>>>>
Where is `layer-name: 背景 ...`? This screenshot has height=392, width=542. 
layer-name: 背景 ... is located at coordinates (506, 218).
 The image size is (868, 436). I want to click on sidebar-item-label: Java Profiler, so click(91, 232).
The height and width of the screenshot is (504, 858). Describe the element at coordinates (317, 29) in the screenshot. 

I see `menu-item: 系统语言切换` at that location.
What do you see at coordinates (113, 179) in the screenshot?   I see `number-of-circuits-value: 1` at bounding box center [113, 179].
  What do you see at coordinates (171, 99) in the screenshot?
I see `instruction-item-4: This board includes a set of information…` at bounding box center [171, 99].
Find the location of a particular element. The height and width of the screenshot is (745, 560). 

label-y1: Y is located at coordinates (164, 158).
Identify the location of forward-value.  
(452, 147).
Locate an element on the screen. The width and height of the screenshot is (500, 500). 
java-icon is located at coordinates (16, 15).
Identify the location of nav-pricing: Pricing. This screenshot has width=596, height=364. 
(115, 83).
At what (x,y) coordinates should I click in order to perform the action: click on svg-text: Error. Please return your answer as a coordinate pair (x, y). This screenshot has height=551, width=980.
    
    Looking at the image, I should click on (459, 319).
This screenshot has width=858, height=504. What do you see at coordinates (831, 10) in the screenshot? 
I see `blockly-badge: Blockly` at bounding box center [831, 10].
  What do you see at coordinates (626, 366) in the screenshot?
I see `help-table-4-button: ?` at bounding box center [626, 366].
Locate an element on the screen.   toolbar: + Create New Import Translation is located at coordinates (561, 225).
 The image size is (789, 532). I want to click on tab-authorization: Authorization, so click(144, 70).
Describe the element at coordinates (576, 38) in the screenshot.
<<<<
**Exercise brief:**
The material must be transcribed exactly, down to the last line.

**Result of the task:**
Where is `layer-name: 背景 ...`? This screenshot has height=392, width=542. 
layer-name: 背景 ... is located at coordinates (506, 218).
 The image size is (868, 436). I want to click on sidebar-item-label: Java Profiler, so click(91, 232).
The height and width of the screenshot is (504, 858). Describe the element at coordinates (317, 29) in the screenshot. 

I see `menu-item: 系统语言切换` at that location.
What do you see at coordinates (113, 179) in the screenshot?   I see `number-of-circuits-value: 1` at bounding box center [113, 179].
  What do you see at coordinates (171, 99) in the screenshot?
I see `instruction-item-4: This board includes a set of information…` at bounding box center [171, 99].
Find the location of a particular element. The height and width of the screenshot is (745, 560). 

label-y1: Y is located at coordinates (164, 158).
Identify the location of forward-value.  
(452, 147).
Locate an element on the screen. The width and height of the screenshot is (500, 500). 
java-icon is located at coordinates (16, 15).
Identify the location of nav-pricing: Pricing. This screenshot has width=596, height=364. 
(115, 83).
At what (x,y) coordinates should I click in order to perform the action: click on svg-text: Error. Please return your answer as a coordinate pair (x, y). This screenshot has height=551, width=980.
    
    Looking at the image, I should click on (459, 319).
This screenshot has width=858, height=504. What do you see at coordinates (831, 10) in the screenshot? 
I see `blockly-badge: Blockly` at bounding box center [831, 10].
  What do you see at coordinates (626, 366) in the screenshot?
I see `help-table-4-button: ?` at bounding box center [626, 366].
Locate an element on the screen.   toolbar: + Create New Import Translation is located at coordinates (561, 225).
 The image size is (789, 532). I want to click on tab-authorization: Authorization, so click(144, 70).
Describe the element at coordinates (576, 38) in the screenshot.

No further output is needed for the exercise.